• FMF Rates

Rates worsening today

Market Color:  Another mixed economic message today with the jobless claims report higher than expected while the trade balance improved with the weaker dollar allowing for more exports thus reducing the trade deficit. Yield curve as determined by the differences between the various maturities from 1 month to 30 year shows the widest gap in 17 years between the two year and 30 year maturity.  With this kind of rate difference attracting bidders for our debt will be easier with the massive debt auctions necessary to finance the debt the treasury and FED is piling up.   If you care to know how to read what a particular yield curve means, the attachment can answer some of those questions. Right now, the futures market is pricing in an 81% chance that the Fed keeps rates somewhere between 0% and .25% through March 16th, 2010.  Currently, the Ten Year yield is at 3.45% (3.40% yesterday). 
 
Market News: Ongoing fight continues to obtain votes for imposing further regulations on our industry.  With the House of Representatives taking up a broad plan to place new constraints on businesses and financial institutions, some Democrats are threatening to withhold support due to concerns over the impact on those entities. Liberal lawmakers are particularly unwilling to make concessions to banks on account of their role in the economic crisis. Opposition also has come from the Congressional Black Caucus, which charge that so little of the plan addresses economic troubles in the nation’s minority communities. Consequently, provisions have been added to steer $4 billion from the bank rescue fund to buy and repair abandoned and foreclosed houses and to provide low-interest loans to unemployed homeowners. 
 
Another version of the blame game is occurring as it pertains to the loan modification process.  A Dec. 9 report from a watchdog panel indicates that the Obama administration’s mortgage relief plan resulted in just 10,000 permanent modifications, and only $2.3 million of the $75 billion earmarked for the program has been used. The report says the initiative “appears capable of preventing only a fraction of foreclosures,” and critics attribute the low numbers to the fact that lender participation is voluntary. However, the lending community blames homeowners for failing to meet requirements, with the report showing that just 33 percent of borrowers have submitted the required paperwork.
 
GEM corporate will be watching this issue and send out guidance, but HUD is supposedly planning to remove the 1 percent cap on origination fees for FHA mortgages in the coming weeks. As we already know the revisions for the Real Estate Settlement Procedures Act rule will standardize the good-faith estimate of mortgage terms and closing costs, and it believes that giving consumers the opportunity to compare lenders’ fees and shop around for the best price will prevent fees from rising too much. HUD signaled last year it might lift the cap when it overhauls regulation for upfront disclosures but said it would reserve the right to reinstate or add limits on fees charged to borrowers.
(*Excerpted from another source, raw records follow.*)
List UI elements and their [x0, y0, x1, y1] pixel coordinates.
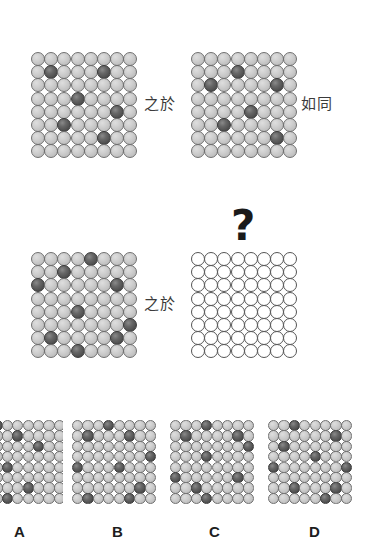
option-a-box[interactable]: [0, 420, 63, 506]
panel-a-ball-3-1: [44, 92, 58, 106]
panel-c-ball-7-1: [44, 344, 58, 358]
panel-c-ball-3-1: [44, 292, 58, 306]
panel-a-ball-3-4: [84, 92, 98, 106]
panel-a-ball-7-1: [44, 144, 58, 158]
panel-a-ball-0-7: [123, 52, 137, 66]
panel-d-ball-0-5: [257, 252, 271, 266]
panel-a-ball-7-3: [71, 144, 85, 158]
panel-a-ball-4-7: [123, 105, 137, 119]
panel-c-ball-7-0: [31, 344, 45, 358]
option-c-grid[interactable]: [170, 420, 254, 504]
panel-a-ball-5-3: [71, 118, 85, 132]
panel-a-ball-0-1: [44, 52, 58, 66]
option-b-ball-7-1: [82, 493, 93, 504]
panel-d-ball-2-6: [270, 278, 284, 292]
panel-c-ball-0-5: [97, 252, 111, 266]
panel-c-ball-4-7: [123, 305, 137, 319]
option-a-ball-1-7: [54, 430, 63, 441]
panel-a-ball-4-2: [57, 105, 71, 119]
panel-b-ball-5-7: [283, 118, 297, 132]
panel-a-ball-2-1: [44, 78, 58, 92]
panel-b-ball-6-1: [204, 131, 218, 145]
panel-b-ball-6-0: [191, 131, 205, 145]
panel-c-ball-5-4: [84, 318, 98, 332]
option-c-ball-6-7: [243, 482, 254, 493]
option-a-ball-6-7: [54, 482, 63, 493]
panel-b-ball-6-7: [283, 131, 297, 145]
option-b-ball-3-3: [103, 451, 114, 462]
panel-a-ball-6-1: [44, 131, 58, 145]
panel-d-ball-7-0: [191, 344, 205, 358]
panel-a-ball-0-0: [31, 52, 45, 66]
panel-b-ball-6-5: [257, 131, 271, 145]
panel-a-ball-0-6: [110, 52, 124, 66]
panel-d-ball-1-0: [191, 265, 205, 279]
option-b-box[interactable]: [72, 420, 157, 506]
option-d-ball-6-7: [341, 482, 352, 493]
panel-d-ball-7-2: [217, 344, 231, 358]
panel-c-ball-0-2: [57, 252, 71, 266]
panel-d-ball-0-4: [244, 252, 258, 266]
panel-b-ball-3-6: [270, 92, 284, 106]
option-b-ball-6-7: [145, 482, 156, 493]
option-c-ball-3-1: [180, 451, 191, 462]
panel-a-ball-7-7: [123, 144, 137, 158]
panel-b-ball-6-6: [270, 131, 284, 145]
panel-d-ball-7-4: [244, 344, 258, 358]
option-d-box[interactable]: [268, 420, 353, 506]
panel-d-ball-0-3: [231, 252, 245, 266]
panel-d-ball-7-7: [283, 344, 297, 358]
panel-a-ball-7-0: [31, 144, 45, 158]
panel-a-ball-2-5: [97, 78, 111, 92]
panel-b-ball-3-3: [231, 92, 245, 106]
panel-d-ball-4-7: [283, 305, 297, 319]
panel-c-ball-2-5: [97, 278, 111, 292]
option-c-ball-3-6: [232, 451, 243, 462]
panel-a-ball-1-6: [110, 65, 124, 79]
panel-c-ball-2-3: [71, 278, 85, 292]
panel-a-ball-2-7: [123, 78, 137, 92]
panel-d-ball-6-4: [244, 331, 258, 345]
option-d-ball-3-7: [341, 451, 352, 462]
panel-d-ball-5-5: [257, 318, 271, 332]
panel-c-ball-6-2: [57, 331, 71, 345]
panel-c-ball-7-3: [71, 344, 85, 358]
option-d-ball-3-1: [278, 451, 289, 462]
panel-b-ball-0-4: [244, 52, 258, 66]
panel-d-ball-5-7: [283, 318, 297, 332]
option-c-ball-7-3: [201, 493, 212, 504]
panel-a-ball-1-1: [44, 65, 58, 79]
panel-a-ball-0-4: [84, 52, 98, 66]
panel-d-ball-7-3: [231, 344, 245, 358]
panel-a-ball-5-4: [84, 118, 98, 132]
panel-c-ball-3-2: [57, 292, 71, 306]
panel-d-ball-5-3: [231, 318, 245, 332]
panel-b-ball-7-7: [283, 144, 297, 158]
panel-b-ball-5-5: [257, 118, 271, 132]
option-a-ball-7-3: [12, 493, 23, 504]
option-a-ball-7-6: [43, 493, 54, 504]
option-b-grid[interactable]: [72, 420, 156, 504]
panel-a-ball-7-6: [110, 144, 124, 158]
panel-b-ball-4-1: [204, 105, 218, 119]
panel-d-ball-1-1: [204, 265, 218, 279]
panel-d-ball-4-0: [191, 305, 205, 319]
panel-c-ball-5-3: [71, 318, 85, 332]
panel-b-ball-4-2: [217, 105, 231, 119]
option-d-ball-1-6: [330, 430, 341, 441]
option-b-ball-3-6: [134, 451, 145, 462]
option-d-ball-7-1: [278, 493, 289, 504]
option-d-grid[interactable]: [268, 420, 352, 504]
option-a-ball-1-3: [12, 430, 23, 441]
option-c-box[interactable]: [170, 420, 255, 506]
option-d-ball-6-3: [299, 482, 310, 493]
panel-a-ball-3-5: [97, 92, 111, 106]
option-a-grid[interactable]: [0, 420, 63, 504]
panel-b-ball-4-6: [270, 105, 284, 119]
panel-a-ball-2-3: [71, 78, 85, 92]
panel-d-ball-2-3: [231, 278, 245, 292]
option-b-ball-3-7: [145, 451, 156, 462]
panel-a-ball-4-3: [71, 105, 85, 119]
panel-b-ball-2-6: [270, 78, 284, 92]
panel-d-ball-7-5: [257, 344, 271, 358]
Ok, I know it is getting colder unless you are Mary Joe Sato’s branch in Hawaii, but if your mind begins to wonder and thinking about taking a  vacation, the following slide show either will make you sick or make you to decide to move to another country.  And while we as Americans tend to work more than other countries, believe it or not, there are countries that have less time off on par than the US.  One of those countries is not to far away.  The pictures are a postcard for sure for each respective country.
 
Product News:  Bank of America sent out a reminder that DU Version 8.0 will not issue Expanded Approval Level II and III recommendations. Any Expanded Approval decision (I, II or III) using DU Version 7.1 must be locked by tomorrow, but loans that receive an EA-I recommendation will continue to be eligible for purchase with the exception of Agency High Balance, DU Refi Plus, Interest-only loans, 6-month ARMs and 5/1 ARMs with 5-2-5 caps. In addition, 5-year and 7-year balloon programs will no longer be offered – lock them by tomorrow. In fact, BofA has set forth 2/26 as the last day that they will purchase loans with credit scores less than 620, loans underwritten under previous two-unit owner-occupied interest-only LTV guidelines, etc. – any loans with DU 7.1 characteristics.